Rock the Boat: Why is John Dowd Lonely?

There was a time in the early ‘90s that the Clayoquot Sound beach on which I live was host to half a dozen private groups of kayakers on any one evening. Sometimes, as many as 50 campers vied for a spot to put their tents during the summer months.

During the summer of 2011, it was a very different scene. Calm seas and mild weather did not entice the numbers of previous years. Labor Day brought silky seas and warm, sunny days but the only campers on our beach were hikers dropped there by water taxi.

From April to September, the groups that did arrive were mostly instructor training or outdoor programs run by colleges and high schools. The rest were a smattering of commercial tours with their distinctive green and white tarps and customers who always look just a little out of place.

What’s going on?

To answer that question, I have to go back 10 years to a consulting job I did for a retail store that sold dive gear in one half of the shop and sea kayaks in the other. I asked the staff what they were really selling on the dive side of the shop. After much discussion they agreed they were selling a sense of belonging. Belonging to a society whose members had undergone a rite of passage. They had completed the courses and received the blessing of their peers. They were certified divers.

So what about the sea kayaking side of the shop? There they agreed that they were selling free- dom. It was noted to the surprise of the shop’s owners that the crossover was barely 15 percent. This difference isn’t one of chance. When sea kayaking began to take off in North America

in the 1980s, I was in the midst of it as a publisher, retailer and manufacturer. The sport’s popularity at that time was due in large part to a conscious focus upon accessibility to ordi- nary folk, especially women and families.

We realized that we had to avoid the macho whitewater attitude with its over-emphasis on technique. Rolling, surveys told us, was a turn-off for most of our customers, and not much use for the most common emergency situation in which a paddler becomes gradually overwhelmed by conditions.

We had the British as an example of what not to do. Across the pond, a thriving post-war kayak industry had been reduced to a tenth of its glory of the ‘50s and ‘60s. Instructors bent on right and wrong had scorned and certified the kit-built boat people and their simple craft out of the market, replacing them with heavy West Greenland-style boats that appealed to a very different crowd. From family activity, “sea canoeing” became 90 percent young males.

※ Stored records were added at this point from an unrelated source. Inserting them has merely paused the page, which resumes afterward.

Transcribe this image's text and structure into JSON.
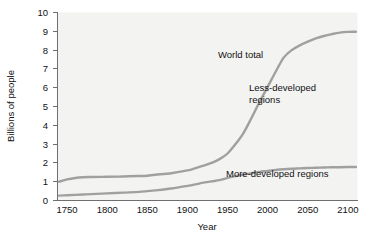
{
  "chart_data": {
    "type": "line",
    "title": "",
    "xlabel": "Year",
    "ylabel": "Billions of people",
    "xlim": [
      1738,
      2112
    ],
    "ylim": [
      0,
      10
    ],
    "grid": false,
    "legend_position": "inline-annotations",
    "xticks": [
      "1750",
      "1800",
      "1850",
      "1900",
      "1950",
      "2000",
      "2050",
      "2100"
    ],
    "xtick_values": [
      1750,
      1800,
      1850,
      1900,
      1950,
      2000,
      2050,
      2100
    ],
    "yticks": [
      "0",
      "1",
      "2",
      "3",
      "4",
      "5",
      "6",
      "7",
      "8",
      "9",
      "10"
    ],
    "ytick_values": [
      0,
      1,
      2,
      3,
      4,
      5,
      6,
      7,
      8,
      9,
      10
    ],
    "x": [
      1740,
      1750,
      1760,
      1770,
      1780,
      1800,
      1820,
      1840,
      1850,
      1860,
      1880,
      1900,
      1910,
      1920,
      1930,
      1940,
      1950,
      1960,
      1970,
      1980,
      1990,
      2000,
      2010,
      2020,
      2030,
      2040,
      2050,
      2060,
      2070,
      2080,
      2090,
      2100,
      2110
    ],
    "series": [
      {
        "name": "World total",
        "color": "#a0a0a0",
        "values": [
          1.0,
          1.12,
          1.2,
          1.24,
          1.25,
          1.26,
          1.28,
          1.3,
          1.32,
          1.37,
          1.45,
          1.6,
          1.72,
          1.85,
          2.0,
          2.2,
          2.5,
          3.0,
          3.6,
          4.4,
          5.25,
          6.05,
          6.85,
          7.6,
          8.0,
          8.25,
          8.45,
          8.62,
          8.75,
          8.85,
          8.93,
          8.97,
          8.98
        ]
      },
      {
        "name": "More-developed regions",
        "color": "#a0a0a0",
        "values": [
          0.26,
          0.28,
          0.3,
          0.32,
          0.34,
          0.38,
          0.42,
          0.46,
          0.5,
          0.54,
          0.64,
          0.78,
          0.86,
          0.95,
          1.02,
          1.08,
          1.2,
          1.3,
          1.38,
          1.45,
          1.52,
          1.57,
          1.62,
          1.66,
          1.69,
          1.71,
          1.73,
          1.74,
          1.755,
          1.765,
          1.772,
          1.778,
          1.78
        ]
      }
    ],
    "annotations": [
      {
        "text": "World total",
        "x_px": 218,
        "y_px": 58
      },
      {
        "text": "Less-developed",
        "x_px": 249,
        "y_px": 91
      },
      {
        "text": "regions",
        "x_px": 249,
        "y_px": 103
      },
      {
        "text": "More-developed regions",
        "x_px": 226,
        "y_px": 177
      }
    ],
    "region_fill_note": "shaded plot background"
  }
}
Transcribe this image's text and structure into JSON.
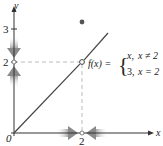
{
  "figure": {
    "function_label": "f(x) =",
    "cases": [
      {
        "value": "x,",
        "condition": "x ≠ 2"
      },
      {
        "value": "3,",
        "condition": "x = 2"
      }
    ],
    "axes": {
      "x_label": "x",
      "y_label": "y",
      "origin_label": "0",
      "x_ticks": [
        "2"
      ],
      "y_ticks": [
        "2",
        "3"
      ]
    },
    "points": {
      "open_circle": {
        "x": 2,
        "y": 2
      },
      "filled_dot": {
        "x": 2,
        "y": 3
      }
    },
    "colors": {
      "line": "#444444",
      "arrows": "#9a9a9a",
      "dashed": "#bbbbbb"
    }
  }
}
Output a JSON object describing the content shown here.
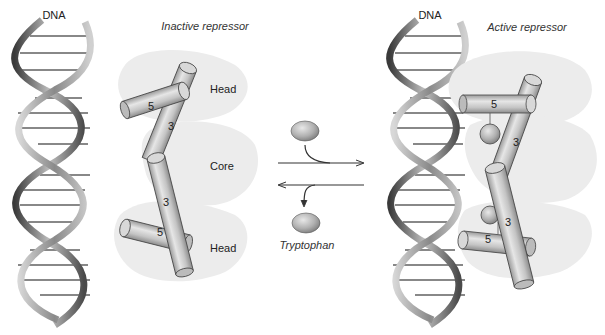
{
  "left": {
    "dna_label": "DNA",
    "title": "Inactive repressor",
    "domain_labels": {
      "head_top": "Head",
      "core": "Core",
      "head_bottom": "Head"
    },
    "helix_labels": {
      "top_helix5": "5",
      "top_helix3": "3",
      "bottom_helix3": "3",
      "bottom_helix5": "5"
    }
  },
  "center": {
    "ligand_label": "Tryptophan",
    "forward_arrow": "binding",
    "reverse_arrow": "release"
  },
  "right": {
    "dna_label": "DNA",
    "title": "Active repressor",
    "helix_labels": {
      "top_helix5": "5",
      "top_helix3": "3",
      "bottom_helix3": "3",
      "bottom_helix5": "5"
    }
  },
  "colors": {
    "blob": "#ececec",
    "cylinder": "#c8c8c8",
    "cylinder_dark": "#8a8a8a",
    "ligand": "#b5b5b5",
    "line": "#333333"
  }
}
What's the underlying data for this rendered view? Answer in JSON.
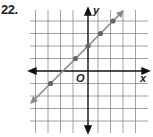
{
  "problem": {
    "number": "22."
  },
  "graph": {
    "x_axis_label": "x",
    "y_axis_label": "y",
    "origin_label": "O",
    "grid": {
      "x_min": -5,
      "x_max": 4,
      "y_min": -4,
      "y_max": 5,
      "spacing_px": 12.5
    },
    "line": {
      "equation": "y = x + 2",
      "slope": 1,
      "y_intercept": 2,
      "color": "#888888"
    },
    "points": [
      {
        "x": -3,
        "y": -1
      },
      {
        "x": -1,
        "y": 1
      },
      {
        "x": 0,
        "y": 2
      },
      {
        "x": 1,
        "y": 3
      },
      {
        "x": 2,
        "y": 4
      }
    ],
    "colors": {
      "grid": "#888888",
      "axes": "#111111",
      "points": "#666666"
    }
  }
}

I am convinced that the reduced number of serious sea kayakers who appear on our beach each year has to do with the shift of sea kayaking from a freedom-centered activity to a belonging or following activity. The first question a new member to a local sea kayak club was recently asked by other members was,“What level (of certification) are you?”

New books on sea kayaking do not emphasize seamanship, which is at the heart of the activity, but focus in excruciating detail on an array of marginally relevant whitewater strokes and a forward stroke taken straight from flatwater racing. The distinction between surf kaya- king and sea kayaking has become blurred. The mood has changed.

I predict that those who have brought about these changes will find themselves regulating a smaller and less freedom-loving group. Such few kayakers who make it out to our beach under their own power will be the remnants of an old guard I’ve come to know and like so well.

We can talk about life, not just levels.

John Dowd is the author of the classic text, Sea Kayaking: A Manual for Long-Distance Touring, and paddled from Venezuela to Florida in 1977, long before kayakers carded each other.